The Burnt Peanut is having the kind of month most streamers daydream about. He just tacked on 387,000 Twitch followers in November alone, hit a 93,043 viewer peak during an ARC Raiders stream on November 23 (per TwitchTracker), and is suddenly on every awards ballot that matters. And yes, he is a literal peanut. With human eyes. Let me explain.
The setup that makes people stop scrolling
His whole look is a custom 3D peanut he built himself in Blender, then rigged through a Snapchat lens using Lens Studio. You can still see his real eyes and mouth mapped onto the model, which is exactly as strange as it sounds and weirdly effective. It does not feel like a bit. It feels like a guy who happens to be a sentient legume blasting through FPS matches.
His community calls themselves the Bungulators, and their chat leans more like couch co-op chaos than your standard Twitch scroll. Honestly, it works.
How we got here: from facecam to full legume
On the Around The Bar podcast in September, he said he started streaming three or four years ago basically as a human VTuber — which is him jokingly saying he just used a normal facecam. He posted tutorial videos, Escape from Tarkov gear breakdowns, trend-chasing stuff. None of it stuck. He burned out and walked away for close to a year.
Then a friend, Mr. Chino, pulled him back in for a Tarkov session. After that stream, it clicked.
"My name is Peanut. What if I take this human VTuber model off and I just be myself, the Peanut?"
He dropped the facecam persona and came back as the peanut. That’s the pivot that changed everything.
How the numbers climbed
- Pre-Tarkov drops: ~2,000 average viewers, still grinding and not catching.
- During Tarkov drops: hit ~5,000 peak; tried a 24-hour stream and made it 17 hours.
- After drops ended: viewership held around 5,000 — which is the unusual part; most channels dip hard once the free loot goes away.
- Battlefield 6 beta (Aug 2025): 42,000 peak — first big 'oh wow' moment.
- ARC Raiders launch (late Oct): 20,000+ nightly and he cracked Twitch’s Top 10 by hours watched.
- Nov 23: 93,043 concurrent viewers during ARC Raiders (per TwitchTracker).
DIY to the core
About 80% of the stream’s production is his own handiwork. He taught himself Blender from scratch, grabbed a $5 peanut model off Sketchfab, and customized it. Scenes, transitions — he built the whole package. Only recently did he add help. His brother now edits the YouTube videos because earlier paid edits were technically fine but a little soulless.
Where the numbers sit right now
As of this moment, he’s at 714,000 subscribers on YouTube and 886,000 followers on Twitch. In November alone, he added 387,000 Twitch followers. Those are 'rocket in mid-flight' numbers.

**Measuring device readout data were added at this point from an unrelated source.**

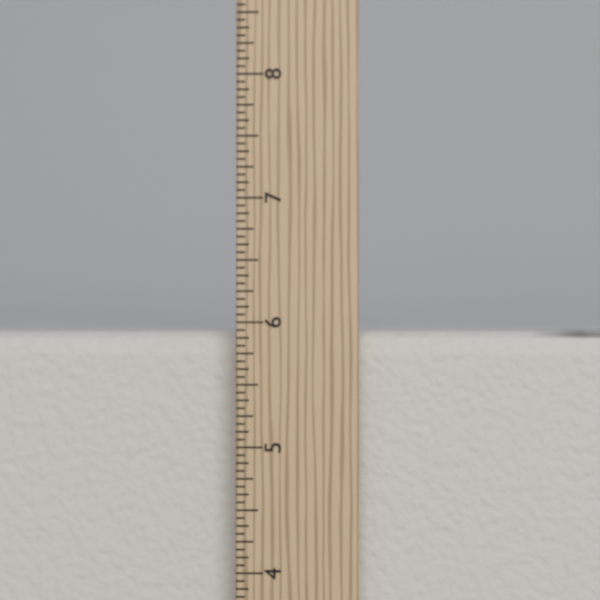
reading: 5.9375 in
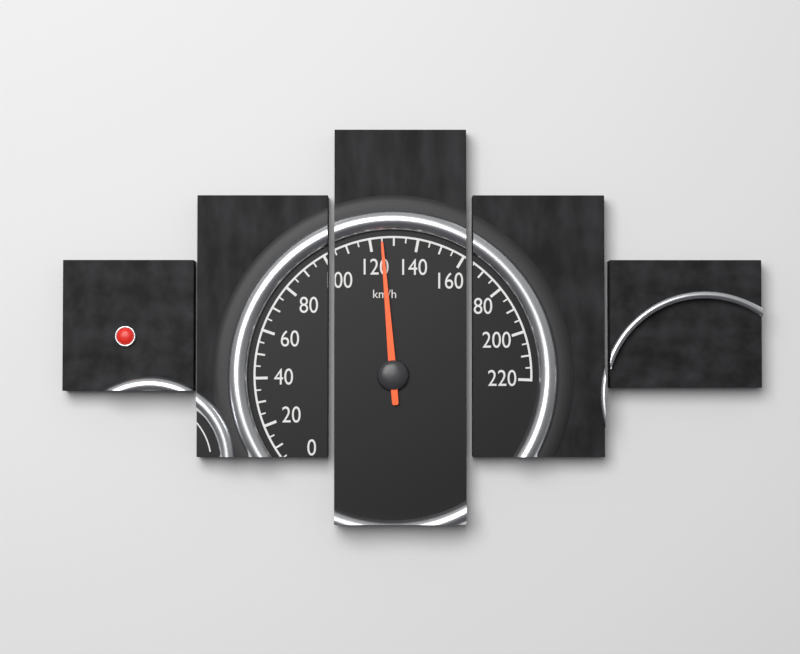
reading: 125 km/h
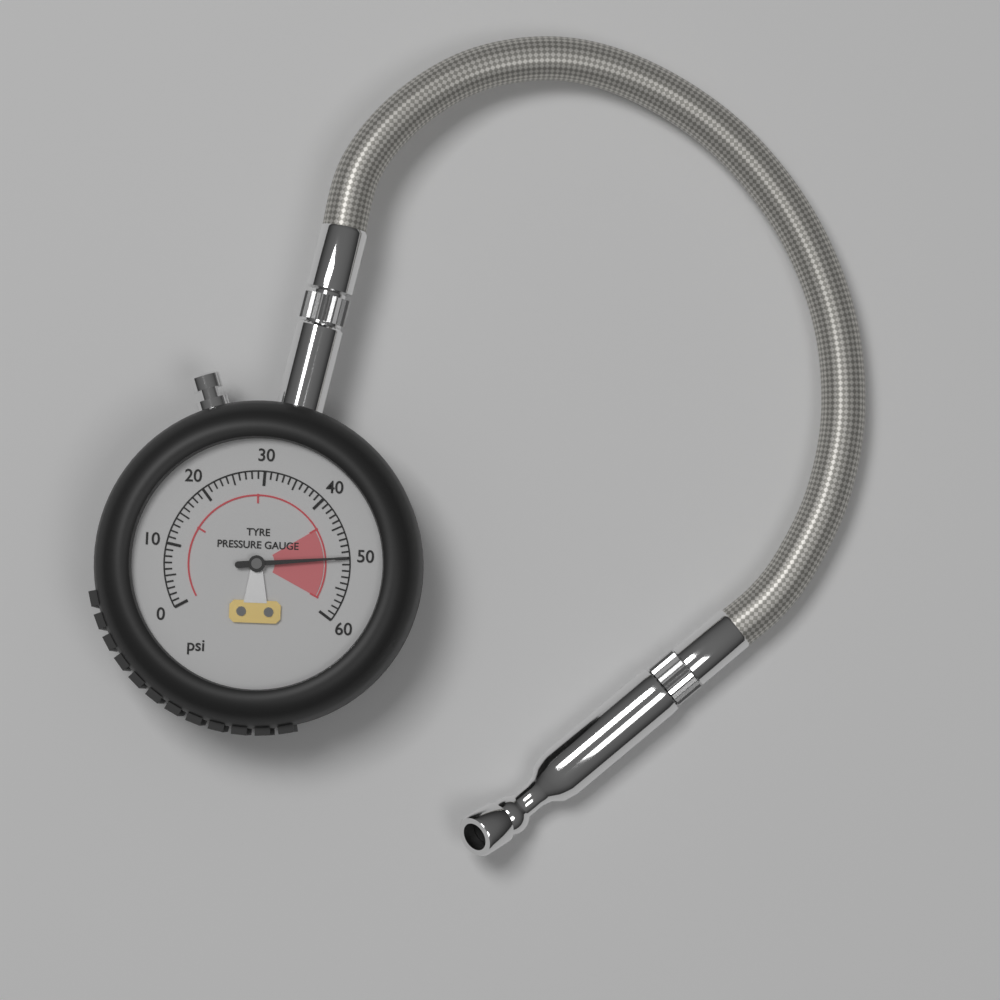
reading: 50 psi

Awards are paying attention
He’s up for Content Creator of the Year at The Game Awards 2025. The Streamer Awards on December 6 put him in three heavyweight categories: Best FPS Streamer, Best VTuber, and Gamer of the Year. Not bad for a guy who literally quit once.
Please do not call him a VTuber
Ask him about the VTuber label and you will get an eye-roll. He’s not anti-VTuber; he just doesn’t think what he does fits that lane. Traditional VTubers are usually anime-flavored, physics-heavy characters. He’s a peanut playing shooters. Different vibe.

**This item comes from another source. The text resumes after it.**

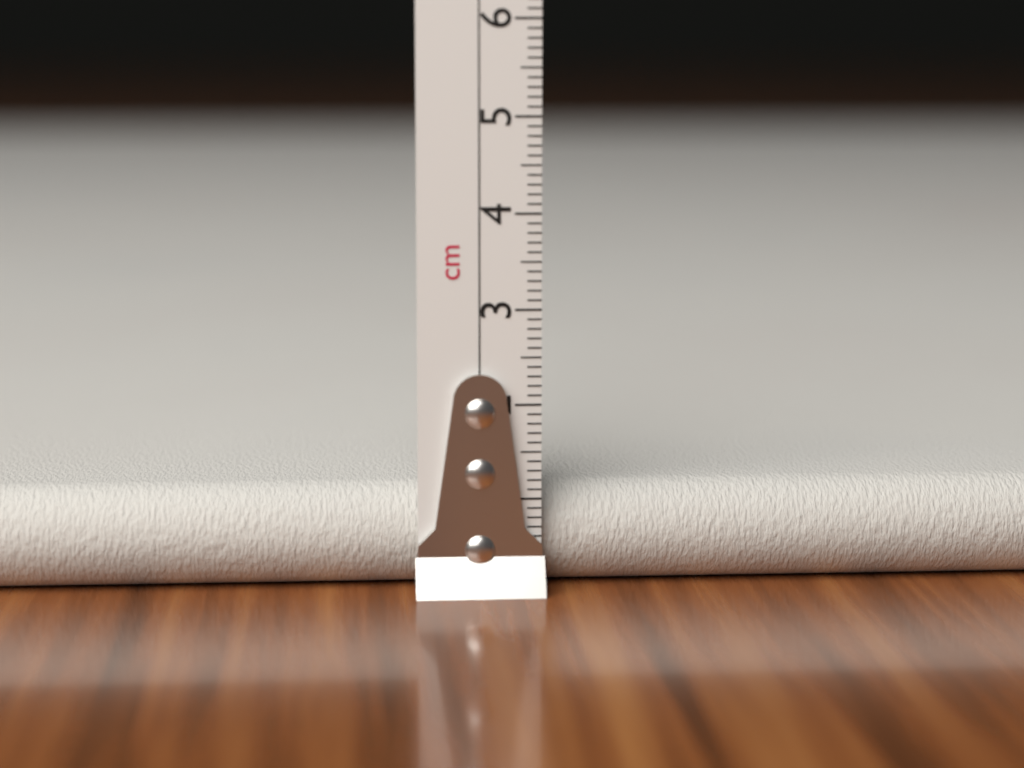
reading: 1.1 cm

Shroud knows it tilts him and pokes the bear accordingly. Every time they play together, Shroud tells chat to vote 'Peanut for VTuber of the Year.' That running bit got funnier (and probably more annoying for Peanut) when The Streamer Awards actually nominated him for Best VTuber.
The privacy wall
He didn’t always hide his identity, but about eight months ago he went into lockdown mode. He hired pros to scrub personal information and set up fail-safes in his streaming software to prevent accidental face or data leaks. He’s realistic about it — nothing is bulletproof and a determined person can dig — and says someone on Reddit has already tried. His plan is to make sure any exposure doesn’t happen by mistake.
The part that sticks
Beyond the novelty of a talking nut with human eyes, the throughline is simple: he made the thing himself, he streams like he’s actually in the room with you, and people didn’t bounce when the free loot did. That’s rare on Twitch, and it’s why this run doesn’t feel like a blip.
Have you watched The Burnt Peanut yet? Does his whole 'not a VTuber' stance make sense to you, or is a virtual face a virtual face? Drop your take below.